Had she been poisoned enough to be disabled? Black spots began spinning in her vision as she headed for the bedside table.She had to get away in case Connor won the fight, and she was in no shape to help the Master.
Just behind the table was a loose stone that opened a hidden exit point from the room, a tunnel so secret that, as far as she knew, she was the only one trusted to know about it. The Master had built it years ago, and had made sure that everyone who worked on it had died.
Pim Wat had just enough strength to push the loose stone. A strange numbness, a lack of responsiveness in her arms and legs had begun to take control as she threw herself across the threshold into the narrow space. The door, nothing more than a panel of three stones identical to those in the wall, slid shut silently, automatically.
Pim Wat lay flat on the cool, rough stone floor of the tunnel.
She lay there, no longer even able to close her eyelids.
Her mind scrambled frantically.She’d barely had a sip.Whatever Connor had put in the tea had been in the whole pot. Damn that trickster, she should have killed him as soon as the Master chose him!
And how had he gotten the poison? Had to be that ungrateful peasant, Kupa. She must have used the same one Pim Wat had administered to the plastic surgeons; it was the only poison the woman was familiar with.
Pim Wat hadn’t taken enough to die, or she’d be dead already—the stuff was fast acting. She was probably going to be fine, but how long would she be paralyzed?
No way to tell, and the stone wall was too thick for her to hear the fight going on in the other room—but it would be fierce, and to the death.
The Master would know where she was, and come and get her if he won.
She could relax. She could let go. She had every faith in her lover.
With repeated effort and total focus, she was finally able to close her eyelids, and it felt like a victory.
Maybe she slept for a time; maybe she was unconscious. It didn’t really matter. What did matter was that sensation was returning to Pim Wat’s extremities, a tingling to her limbs as if waking from being asleep. She wiggled her toes, her fingers; took a great deep breath that pressed her rib cage into the stone, then lifted her back. Air rushed in and flushed her with fresh oxygen. She panted as deep and hard as she could, trying to expel the toxin the only way she had available—through pumping oxygen into her blood, and pushing that through to her kidneys and liver.
The Master had not come.
He had to be dead.
The realization broke over her with a crash like a wave, sucking her under.
Pim Wat had wondered if she wasn’t like other women because she felt no remorse for the things she did. She had tried to learn compassion for the Master’s sake. He had wanted her to, though he accepted her the way she was.
But this feeling. . . this was grief. Pim Wat recognized it, curling herself into a tight ball, the shape she had been in her mother’s womb. If only she could return there and begin her life again. But she couldn’t, and because he hadn’t come for her, they would be looking for her.
She had to get out before they pinned this on her—that’s what she would have done if she had been the survivor of that fight.
There was no way to tell how much time had passed; the passage was completely dark. But Pim Wat knew the way; she had used it before.
She rolled onto her knees, and used her hands, clawing up the rough wall, to pull herself to her feet. She stumbled down the pitch-dark tunnel, tightening her robe to protect her skin from the rough stone, her mind racing ahead to the next steps.
She exited at last, near the outer wall of the courtyard and the helicopter pad.
The Master had had escape as his top priority when he created this exit, and it served Pim Wat well as she roused the pilot from the “always-ready” hut built in the corner of the helipad.
“I need to go see my sister,” she told him. “You know the address. It’s a family emergency.” The man nodded, knuckling sleep from his eyes and running to the chopper. Pim Wat looked at the stars overhead, guessing the time. No more than an hour had passed since she had lain in the tunnel—they hadn’t had time to raise the alarm yet.
“Hurry,” she said, climbing into the passenger seat. “My sister is in danger.”
The pilot hastened to obey, handing her a helmet. She put it on and buckled into her harness. She usually rode in back, disliking chopper flights with their noise, fumes, and bumpy air travel—but it was dark out on a windless night, and she was fleeing for her life. “Turn off the radio,” she told the pilot. “I want to rest.”
He flicked the switch without question.
The chopper lifted off. Energy came back into Pim Wat as they hurtled above the black jungle, arrowing toward the city. Her roiling emotions began to settle like the feathers on a bird coming to rest.
She rested her head against the Plexiglas window and planned as they flew.
Pim Wat redirected the chopper to the Bangkok airport, telling the pilot that she would take a cab from there to meet her sister at their lawyer’s. Though he raised his brows in question, used to dropping her off right in her sister’s neighborhood, she smiled and told him he deserved to have a night on the town on the Yam’s expense account.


» Exercise objective:
Copy each line in the data below that contains the word "ways".

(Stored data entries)
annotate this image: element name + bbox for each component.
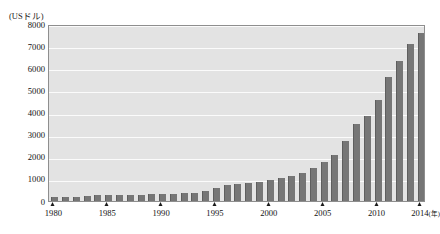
bar <box>94 195 101 201</box>
bar <box>385 77 392 201</box>
y-axis-tick-label: 0 <box>3 198 45 207</box>
y-axis-tick-label: 8000 <box>3 21 45 30</box>
bar <box>138 195 145 201</box>
y-axis-tick-label: 1000 <box>3 175 45 184</box>
bar <box>191 193 198 201</box>
bar <box>331 155 338 201</box>
x-axis-tick-label: 1980 <box>45 208 62 218</box>
y-axis-tick-labels: 800070006000500040003000200010000 <box>0 25 45 202</box>
bar <box>73 197 80 201</box>
plot-area <box>48 25 425 202</box>
x-axis-tick-label: 1990 <box>153 208 170 218</box>
bar <box>278 178 285 201</box>
x-axis-tick-mark <box>266 202 270 206</box>
bar <box>234 184 241 201</box>
bar <box>181 193 188 201</box>
x-axis-tick-mark <box>159 202 163 206</box>
x-axis-tick-labels: 19801985199019952000200520102014(年) <box>48 202 425 232</box>
x-axis-tick-mark <box>105 202 109 206</box>
bar <box>159 194 166 201</box>
x-axis-tick-label: 1985 <box>99 208 116 218</box>
y-axis-tick-label: 4000 <box>3 109 45 118</box>
x-axis-unit-label: (年) <box>429 210 440 217</box>
bar <box>148 194 155 201</box>
x-axis-tick-label: 2014(年) <box>411 208 440 219</box>
bar <box>418 33 425 201</box>
bar <box>51 197 58 201</box>
y-axis-tick-label: 5000 <box>3 87 45 96</box>
bar <box>202 191 209 201</box>
x-axis-tick-mark <box>417 202 421 206</box>
x-axis-tick-mark <box>212 202 216 206</box>
x-axis-tick-label: 1995 <box>206 208 223 218</box>
bar <box>256 182 263 201</box>
bar <box>267 180 274 201</box>
bar <box>245 183 252 201</box>
bar <box>170 194 177 201</box>
bar <box>84 196 91 201</box>
bar <box>127 195 134 201</box>
bar <box>116 195 123 201</box>
bar <box>213 188 220 201</box>
bar <box>105 195 112 202</box>
bar-series <box>49 26 424 201</box>
bar <box>396 61 403 201</box>
bar <box>375 100 382 201</box>
bar <box>299 173 306 202</box>
x-axis-tick-mark <box>320 202 324 206</box>
x-axis-tick-label: 2010 <box>368 208 385 218</box>
x-axis-tick-label: 2000 <box>260 208 277 218</box>
y-axis-tick-label: 7000 <box>3 43 45 52</box>
x-axis-tick-label: 2005 <box>314 208 331 218</box>
bar <box>310 168 317 201</box>
bar <box>288 176 295 201</box>
bar <box>62 197 69 201</box>
bar <box>364 116 371 201</box>
x-axis-tick-mark <box>51 202 55 206</box>
x-axis-tick-mark <box>374 202 378 206</box>
bar <box>407 44 414 201</box>
bar <box>353 124 360 201</box>
y-axis-tick-label: 6000 <box>3 65 45 74</box>
bar <box>321 162 328 201</box>
bar <box>224 185 231 201</box>
bar <box>342 141 349 201</box>
y-axis-tick-label: 2000 <box>3 153 45 162</box>
y-axis-tick-label: 3000 <box>3 131 45 140</box>
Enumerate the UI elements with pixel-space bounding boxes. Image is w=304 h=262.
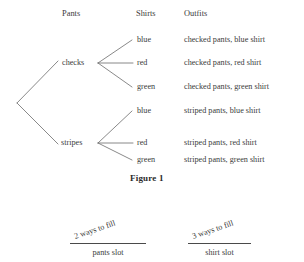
outfit-row: striped pants, blue shirt — [184, 107, 260, 115]
slot-name-pants: pants slot — [70, 249, 146, 257]
branch-stripes-to-green — [98, 143, 132, 160]
figure-caption: Figure 1 — [130, 174, 164, 183]
branch-root-to-stripes — [17, 103, 58, 144]
column-header-outfits: Outfits — [184, 10, 207, 18]
outfit-row: striped pants, green shirt — [184, 156, 265, 164]
figure-page: Pants Shirts Outfits checks stripes blue… — [0, 0, 304, 262]
branch-checks-to-blue — [98, 40, 132, 63]
tree-node-shirt-red-1: red — [137, 59, 147, 67]
outfit-row: checked pants, blue shirt — [184, 36, 265, 44]
tree-node-shirt-blue-2: blue — [137, 107, 151, 115]
tree-node-shirt-blue-1: blue — [137, 36, 151, 44]
outfit-row: checked pants, red shirt — [184, 59, 261, 67]
branch-root-to-checks — [17, 61, 58, 103]
outfit-row: striped pants, red shirt — [184, 139, 257, 147]
column-header-shirts: Shirts — [136, 10, 156, 18]
slot-ways-label-shirt: 3 ways to fill — [191, 219, 234, 241]
branch-stripes-to-blue — [98, 111, 132, 143]
tree-node-shirt-green-2: green — [137, 156, 155, 164]
column-header-pants: Pants — [62, 10, 80, 18]
tree-node-pants-checks: checks — [62, 59, 84, 67]
tree-node-shirt-red-2: red — [137, 139, 147, 147]
branch-checks-to-green — [98, 63, 132, 87]
slot-rule-shirt — [188, 243, 251, 244]
slot-name-shirt: shirt slot — [188, 249, 251, 257]
outfit-row: checked pants, green shirt — [184, 83, 269, 91]
tree-node-pants-stripes: stripes — [61, 139, 82, 147]
tree-node-shirt-green-1: green — [137, 83, 155, 91]
slot-ways-label-pants: 2 ways to fill — [73, 219, 116, 241]
slot-rule-pants — [70, 243, 146, 244]
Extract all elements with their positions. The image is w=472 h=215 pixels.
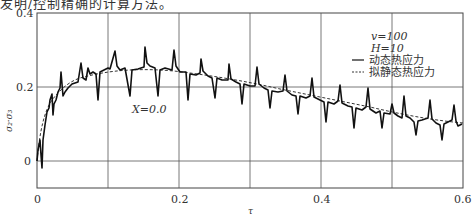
- y-tick-0: 0: [24, 155, 31, 168]
- x-tick-0.4: 0.4: [313, 193, 331, 206]
- chart: 0.4 0.2 0 σ₂·σ₃ 0 0.2 0.4 0.6 τ X=0.0 v=…: [0, 0, 472, 215]
- grid-vertical: [108, 13, 392, 188]
- x-tick-0.2: 0.2: [171, 193, 189, 206]
- x-axis-label: τ: [248, 206, 254, 215]
- x-tick-0: 0: [34, 193, 41, 206]
- annotation-x: X=0.0: [131, 103, 167, 116]
- y-tick-0.2: 0.2: [16, 81, 34, 94]
- y-axis-label: σ₂·σ₃: [4, 109, 14, 132]
- legend-item-dynamic: 动态热应力: [369, 53, 424, 67]
- legend: v=100 H=10 动态热应力 拟静态热应力: [352, 30, 435, 79]
- legend-item-quasistatic: 拟静态热应力: [369, 65, 435, 79]
- y-tick-0.4: 0.4: [16, 7, 34, 20]
- x-tick-0.6: 0.6: [454, 193, 472, 206]
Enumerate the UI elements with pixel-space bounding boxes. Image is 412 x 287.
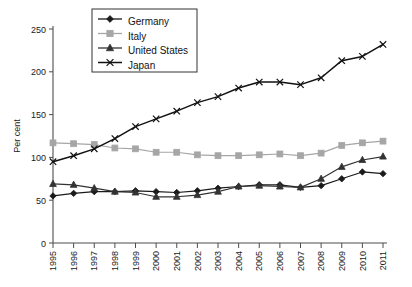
legend-label: United States — [128, 45, 188, 56]
x-tick-label: 2010 — [358, 251, 368, 271]
chart-container: 050100150200250 199519961997199819992000… — [0, 0, 412, 287]
x-tick-label: 2003 — [213, 251, 223, 271]
x-marker — [380, 41, 386, 47]
legend-label: Italy — [128, 31, 146, 42]
square-marker — [359, 140, 365, 146]
x-tick-label: 2002 — [193, 251, 203, 271]
x-tick-label: 1995 — [48, 251, 58, 271]
square-marker — [298, 153, 304, 159]
triangle-marker — [50, 180, 57, 186]
x-tick-label: 2008 — [316, 251, 326, 271]
y-tick-label: 150 — [31, 110, 46, 120]
diamond-marker — [70, 190, 76, 196]
triangle-marker — [380, 153, 387, 159]
diamond-marker — [339, 176, 345, 182]
square-marker — [215, 153, 221, 159]
square-marker — [112, 145, 118, 151]
x-tick-label: 2000 — [151, 251, 161, 271]
x-tick-label: 2005 — [254, 251, 264, 271]
square-marker — [318, 150, 324, 156]
square-marker — [174, 149, 180, 155]
x-tick-label: 2007 — [296, 251, 306, 271]
y-tick-label: 50 — [36, 196, 46, 206]
diamond-marker — [359, 169, 365, 175]
x-tick-label: 2009 — [337, 251, 347, 271]
legend-label: Japan — [128, 60, 155, 71]
x-marker — [112, 135, 118, 141]
square-marker — [256, 152, 262, 158]
y-tick-label: 250 — [31, 25, 46, 35]
y-tick-label: 0 — [41, 239, 46, 249]
x-tick-label: 2001 — [172, 251, 182, 271]
square-marker — [339, 142, 345, 148]
x-tick-label: 1996 — [69, 251, 79, 271]
chart-legend: GermanyItalyUnited StatesJapan — [92, 9, 197, 72]
y-axis-title: Per cent — [12, 119, 22, 153]
y-tick-label: 100 — [31, 153, 46, 163]
line-chart: 050100150200250 199519961997199819992000… — [0, 0, 412, 287]
x-tick-label: 1999 — [131, 251, 141, 271]
y-axis: 050100150200250 — [31, 25, 53, 249]
x-tick-label: 2004 — [234, 251, 244, 271]
series-united-states — [50, 153, 387, 199]
x-marker — [153, 116, 159, 122]
square-marker — [133, 146, 139, 152]
square-marker — [107, 30, 113, 36]
x-axis: 1995199619971998199920002001200220032004… — [48, 243, 388, 271]
y-tick-label: 200 — [31, 67, 46, 77]
x-tick-label: 1997 — [89, 251, 99, 271]
x-tick-label: 2006 — [275, 251, 285, 271]
diamond-marker — [380, 170, 386, 176]
square-marker — [236, 153, 242, 159]
square-marker — [153, 149, 159, 155]
x-marker — [132, 123, 138, 129]
diamond-marker — [50, 193, 56, 199]
series-italy — [50, 138, 386, 158]
square-marker — [194, 152, 200, 158]
square-marker — [277, 151, 283, 157]
triangle-marker — [318, 175, 325, 181]
x-tick-label: 2011 — [378, 251, 388, 270]
square-marker — [71, 141, 77, 147]
diamond-marker — [318, 182, 324, 188]
square-marker — [50, 140, 56, 146]
x-tick-label: 1998 — [110, 251, 120, 271]
x-marker — [174, 108, 180, 114]
square-marker — [380, 138, 386, 144]
legend-label: Germany — [128, 16, 169, 27]
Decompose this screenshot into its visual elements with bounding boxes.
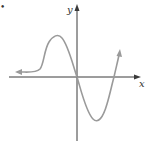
function-graph: • x y bbox=[0, 0, 147, 142]
curve-left-arrow-icon bbox=[15, 69, 22, 75]
y-axis-label: y bbox=[66, 4, 73, 15]
problem-marker: • bbox=[0, 2, 5, 12]
x-axis-label: x bbox=[139, 78, 145, 89]
y-axis-arrow-icon bbox=[75, 4, 80, 11]
curve-right-arrow-icon bbox=[117, 49, 123, 57]
function-curve bbox=[21, 35, 119, 120]
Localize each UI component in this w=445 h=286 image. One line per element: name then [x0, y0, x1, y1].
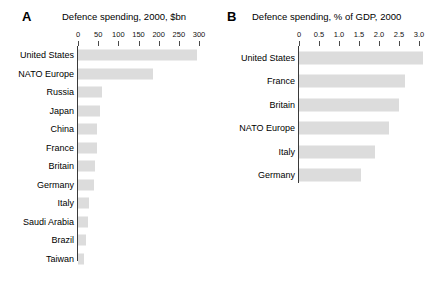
- bar-row: Germany: [299, 164, 419, 188]
- panel-b-plot: 00.51.01.52.02.53.0 United StatesFranceB…: [299, 33, 419, 183]
- bar: [299, 169, 361, 182]
- category-label: NATO Europe: [18, 69, 74, 78]
- bar: [78, 216, 88, 227]
- bar: [78, 161, 95, 172]
- panel-a: A Defence spending, 2000, $bn 0501001502…: [0, 0, 222, 286]
- category-label: Britain: [269, 100, 295, 109]
- tick-label: 50: [94, 31, 102, 39]
- panel-a-letter: A: [22, 10, 31, 23]
- bar-row: Taiwan: [78, 250, 200, 269]
- tick-label: 1.5: [354, 31, 364, 39]
- bar-row: China: [78, 120, 200, 139]
- category-label: NATO Europe: [239, 124, 295, 133]
- bar: [78, 179, 94, 190]
- category-label: France: [46, 143, 74, 152]
- tick-label: 0: [297, 31, 301, 39]
- bar-row: France: [78, 139, 200, 158]
- panel-b-title: Defence spending, % of GDP, 2000: [252, 12, 401, 22]
- tick-label: 2.5: [394, 31, 404, 39]
- bar-row: United States: [78, 46, 200, 65]
- bar: [78, 105, 100, 116]
- category-label: Russia: [46, 88, 74, 97]
- tick-label: 0: [76, 31, 80, 39]
- tick-label: 200: [152, 31, 165, 39]
- panel-b: B Defence spending, % of GDP, 2000 00.51…: [222, 0, 445, 286]
- category-label: Taiwan: [46, 254, 74, 263]
- panel-b-letter: B: [227, 10, 236, 23]
- panel-b-bars: United StatesFranceBritainNATO EuropeIta…: [299, 46, 419, 187]
- panel-a-title: Defence spending, 2000, $bn: [62, 12, 186, 22]
- tick-mark: [419, 41, 420, 46]
- bar: [78, 87, 102, 98]
- tick-label: 2.0: [374, 31, 384, 39]
- bar: [299, 51, 423, 64]
- bar-row: Britain: [78, 157, 200, 176]
- bar: [78, 68, 153, 79]
- category-label: United States: [20, 51, 74, 60]
- category-label: Saudi Arabia: [23, 217, 74, 226]
- category-label: Germany: [258, 171, 295, 180]
- category-label: United States: [241, 53, 295, 62]
- bar: [78, 124, 97, 135]
- bar: [78, 142, 97, 153]
- bar-row: Japan: [78, 102, 200, 121]
- panel-b-x-axis-ticks: 00.51.01.52.02.53.0: [299, 33, 419, 45]
- bar-row: Russia: [78, 83, 200, 102]
- category-label: Japan: [49, 106, 74, 115]
- defence-spending-figure: A Defence spending, 2000, $bn 0501001502…: [0, 0, 445, 286]
- category-label: Britain: [48, 162, 74, 171]
- bar-row: Italy: [299, 140, 419, 164]
- bar-row: Germany: [78, 176, 200, 195]
- panel-a-bars: United StatesNATO EuropeRussiaJapanChina…: [78, 46, 200, 268]
- tick-label: 0.5: [314, 31, 324, 39]
- category-label: Germany: [37, 180, 74, 189]
- bar: [78, 235, 86, 246]
- bar-row: NATO Europe: [299, 117, 419, 141]
- category-label: France: [267, 77, 295, 86]
- bar-row: United States: [299, 46, 419, 70]
- bar: [299, 98, 399, 111]
- tick-label: 1.0: [334, 31, 344, 39]
- bar-row: Britain: [299, 93, 419, 117]
- tick-label: 100: [112, 31, 125, 39]
- tick-label: 150: [132, 31, 145, 39]
- bar-row: Saudi Arabia: [78, 213, 200, 232]
- bar: [299, 75, 405, 88]
- panel-a-plot: 050100150200250300 United StatesNATO Eur…: [78, 33, 200, 261]
- bar-row: France: [299, 70, 419, 94]
- tick-label: 300: [193, 31, 206, 39]
- category-label: China: [50, 125, 74, 134]
- bar-row: Brazil: [78, 231, 200, 250]
- bar-row: NATO Europe: [78, 65, 200, 84]
- bar-row: Italy: [78, 194, 200, 213]
- bar: [78, 50, 197, 61]
- tick-label: 3.0: [414, 31, 424, 39]
- category-label: Italy: [57, 199, 74, 208]
- bar: [299, 145, 375, 158]
- category-label: Italy: [278, 147, 295, 156]
- panel-a-x-axis-ticks: 050100150200250300: [78, 33, 200, 45]
- bar: [78, 198, 89, 209]
- tick-label: 250: [173, 31, 186, 39]
- category-label: Brazil: [51, 236, 74, 245]
- bar: [78, 253, 84, 264]
- bar: [299, 122, 389, 135]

» Answer space:
slot-ways-label-shirt: 3 ways to fill — [191, 219, 234, 241]
slot-ways-label-pants: 2 ways to fill — [73, 219, 116, 241]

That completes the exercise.